10.1 Overview of poly_int

We define indeterminates x1, …, xn whose values are only known at runtime and use polynomials of the form:

c0 + c1 * x1 + … + cn * xn

to represent a size or offset whose value might depend on some of these indeterminates. The coefficients c0, …, cn are always known at compile time, with the c0 term being the “constant” part that does not depend on any runtime value.

GCC uses the poly_int class to represent these coefficients. The class has two template parameters: the first specifies the number of coefficients (n + 1) and the second specifies the type of the coefficients. For example, ‘poly_int<2, unsigned short>’ represents a polynomial with two coefficients (and thus one indeterminate), with each coefficient having type unsigned short. When n is 0, the class degenerates to a single compile-time constant c0.

The number of coefficients needed for compilation is a fixed property of each target and is specified by the configuration macro NUM_POLY_INT_COEFFS. The default value is 1, since most targets do not have such runtime invariants. Targets that need a different value should #define the macro in their cpu-modes.def file. See Anatomy of a Target Back End.

poly_int makes the simplifying requirement that each indeterminate must be a nonnegative integer. An indeterminate value of 0 should usually represent the minimum possible runtime value, with c0 specifying the value in that case.

For example, when targetting the Arm SVE ISA, the single indeterminate represents the number of 128-bit blocks in a vector beyond the minimum length of 128 bits. Thus the number of 64-bit doublewords in a vector is 2 + 2 * x1. If an aggregate has a single SVE vector and 16 additional bytes, its total size is 32 + 16 * x1 bytes.

The header file poly-int-types.h provides typedefs for the most common forms of poly_int, all having NUM_POLY_INT_COEFFS coefficients:

poly_uint16

a ‘poly_int’ with unsigned short coefficients.

poly_int64

a ‘poly_int’ with HOST_WIDE_INT coefficients.

poly_uint64

a ‘poly_int’ with unsigned HOST_WIDE_INT coefficients.

poly_offset_int

a ‘poly_int’ with offset_int coefficients.

poly_wide_int

a ‘poly_int’ with wide_int coefficients.

poly_widest_int

a ‘poly_int’ with widest_int coefficients.

Since the main purpose of poly_int is to represent sizes and offsets, the last two typedefs are only rarely used.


● EXERCISE
Filter the records for lines holding the string "biodegradabile".

● EXTRACTED ENTRIES
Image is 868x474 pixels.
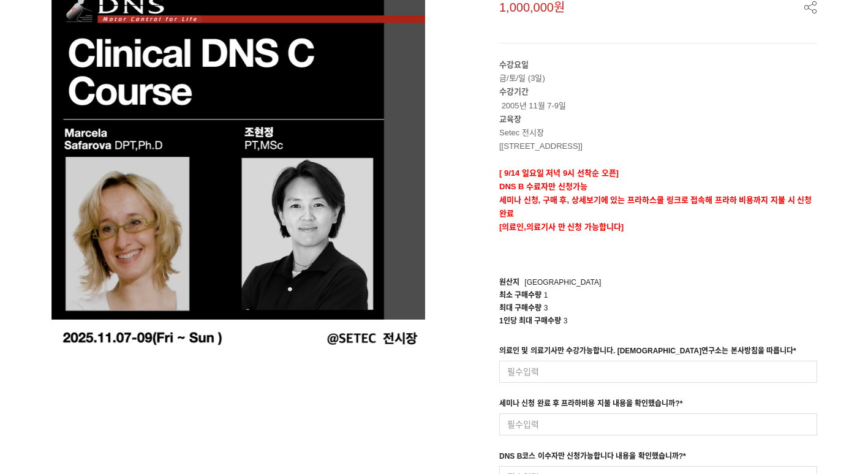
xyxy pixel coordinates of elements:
span: 최대 구매수량 [499,304,542,312]
p: 금/토/일 (3일) [499,58,817,85]
span: 1인당 최대 구매수량 [499,316,561,325]
strong: 세미나 신청, 구매 후, 상세보기에 있는 프라하스쿨 링크로 접속해 프라하 비용까지 지불 시 신청완료 [499,195,811,218]
span: 3 [563,316,567,325]
span: 원산지 [499,278,519,287]
div: 의료인 및 의료기사만 수강가능합니다. [DEMOGRAPHIC_DATA]연구소는 본사방침을 따릅니다 [499,345,796,360]
strong: 교육장 [499,114,521,123]
strong: [의료인,의료기사 만 신청 가능합니다] [499,222,624,231]
strong: 수강기간 [499,87,528,96]
div: 세미나 신청 완료 후 프라하비용 지불 내용을 확인했습니까? [499,397,682,413]
input: 필수입력 [499,360,817,382]
p: 2005년 11월 7-9일 [499,85,817,112]
span: 3 [544,304,548,312]
strong: 수강요일 [499,60,528,69]
strong: DNS B 수료자만 신청가능 [499,182,587,191]
span: [GEOGRAPHIC_DATA] [524,278,601,287]
span: 최소 구매수량 [499,290,542,299]
span: 1 [544,290,548,299]
strong: [ 9/14 일요일 저녁 9시 선착순 오픈] [499,168,618,178]
div: DNS B코스 이수자만 신청가능합니다 내용을 확인했습니까? [499,450,686,466]
span: 1,000,000원 [499,1,565,13]
input: 필수입력 [499,413,817,435]
p: [[STREET_ADDRESS]] [499,139,817,153]
p: Setec 전시장 [499,126,817,139]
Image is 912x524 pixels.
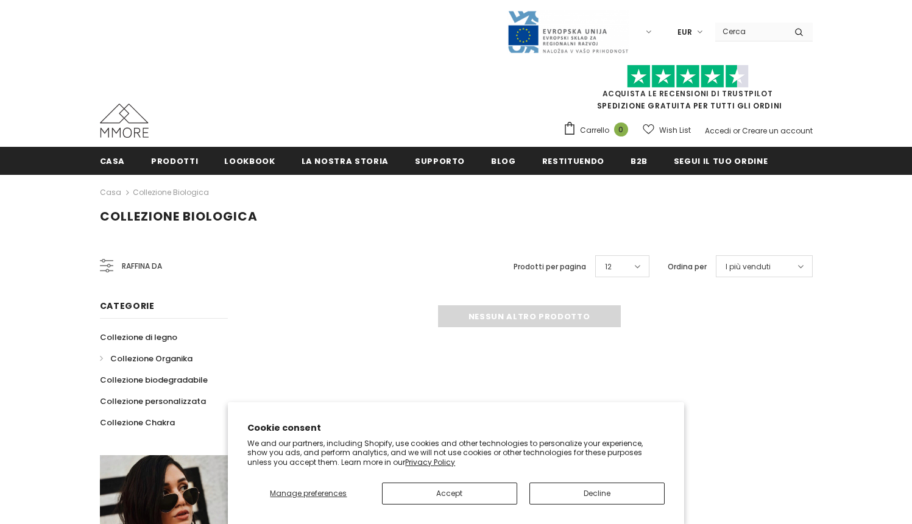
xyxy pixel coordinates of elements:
[643,119,691,141] a: Wish List
[605,261,612,273] span: 12
[247,422,665,434] h2: Cookie consent
[100,331,177,343] span: Collezione di legno
[580,124,609,136] span: Carrello
[733,126,740,136] span: or
[100,300,155,312] span: Categorie
[491,147,516,174] a: Blog
[603,88,773,99] a: Acquista le recensioni di TrustPilot
[563,70,813,111] span: SPEDIZIONE GRATUITA PER TUTTI GLI ORDINI
[100,391,206,412] a: Collezione personalizzata
[715,23,785,40] input: Search Site
[674,147,768,174] a: Segui il tuo ordine
[542,147,604,174] a: Restituendo
[224,147,275,174] a: Lookbook
[110,353,193,364] span: Collezione Organika
[415,147,465,174] a: supporto
[100,104,149,138] img: Casi MMORE
[133,187,209,197] a: Collezione biologica
[302,155,389,167] span: La nostra storia
[247,439,665,467] p: We and our partners, including Shopify, use cookies and other technologies to personalize your ex...
[631,155,648,167] span: B2B
[100,208,258,225] span: Collezione biologica
[530,483,665,505] button: Decline
[100,147,126,174] a: Casa
[726,261,771,273] span: I più venduti
[151,147,198,174] a: Prodotti
[100,348,193,369] a: Collezione Organika
[302,147,389,174] a: La nostra storia
[627,65,749,88] img: Fidati di Pilot Stars
[247,483,369,505] button: Manage preferences
[100,327,177,348] a: Collezione di legno
[514,261,586,273] label: Prodotti per pagina
[405,457,455,467] a: Privacy Policy
[100,417,175,428] span: Collezione Chakra
[224,155,275,167] span: Lookbook
[563,121,634,140] a: Carrello 0
[100,185,121,200] a: Casa
[507,10,629,54] img: Javni Razpis
[382,483,517,505] button: Accept
[659,124,691,136] span: Wish List
[100,374,208,386] span: Collezione biodegradabile
[491,155,516,167] span: Blog
[678,26,692,38] span: EUR
[542,155,604,167] span: Restituendo
[100,412,175,433] a: Collezione Chakra
[100,369,208,391] a: Collezione biodegradabile
[122,260,162,273] span: Raffina da
[705,126,731,136] a: Accedi
[507,26,629,37] a: Javni Razpis
[415,155,465,167] span: supporto
[100,155,126,167] span: Casa
[742,126,813,136] a: Creare un account
[668,261,707,273] label: Ordina per
[100,395,206,407] span: Collezione personalizzata
[270,488,347,498] span: Manage preferences
[674,155,768,167] span: Segui il tuo ordine
[151,155,198,167] span: Prodotti
[614,122,628,136] span: 0
[631,147,648,174] a: B2B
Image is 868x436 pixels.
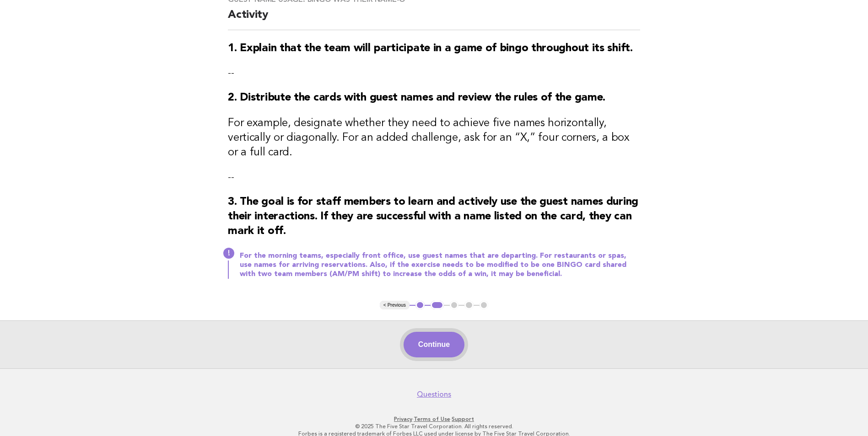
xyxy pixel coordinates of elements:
p: -- [228,171,640,184]
a: Privacy [394,416,412,423]
button: < Previous [380,301,409,310]
button: 2 [430,301,444,310]
a: Terms of Use [414,416,450,423]
button: 1 [415,301,425,310]
a: Questions [417,390,451,399]
p: · · [154,416,714,423]
a: Support [452,416,474,423]
button: Continue [404,332,464,357]
h2: Activity [228,8,640,30]
strong: 1. Explain that the team will participate in a game of bingo throughout its shift. [228,43,632,54]
h3: For example, designate whether they need to achieve five names horizontally, vertically or diagon... [228,116,640,160]
strong: 3. The goal is for staff members to learn and actively use the guest names during their interacti... [228,197,638,237]
p: © 2025 The Five Star Travel Corporation. All rights reserved. [154,423,714,430]
strong: 2. Distribute the cards with guest names and review the rules of the game. [228,93,605,103]
p: For the morning teams, especially front office, use guest names that are departing. For restauran... [240,252,640,279]
p: -- [228,67,640,80]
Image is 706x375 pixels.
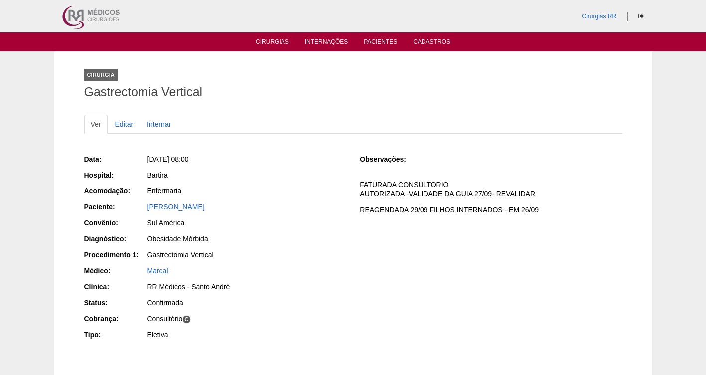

● RESULT FOR THIS TASK
[100,374,208,386] span: Collezione biodegradabile
[100,369,208,391] a: Collezione biodegradabile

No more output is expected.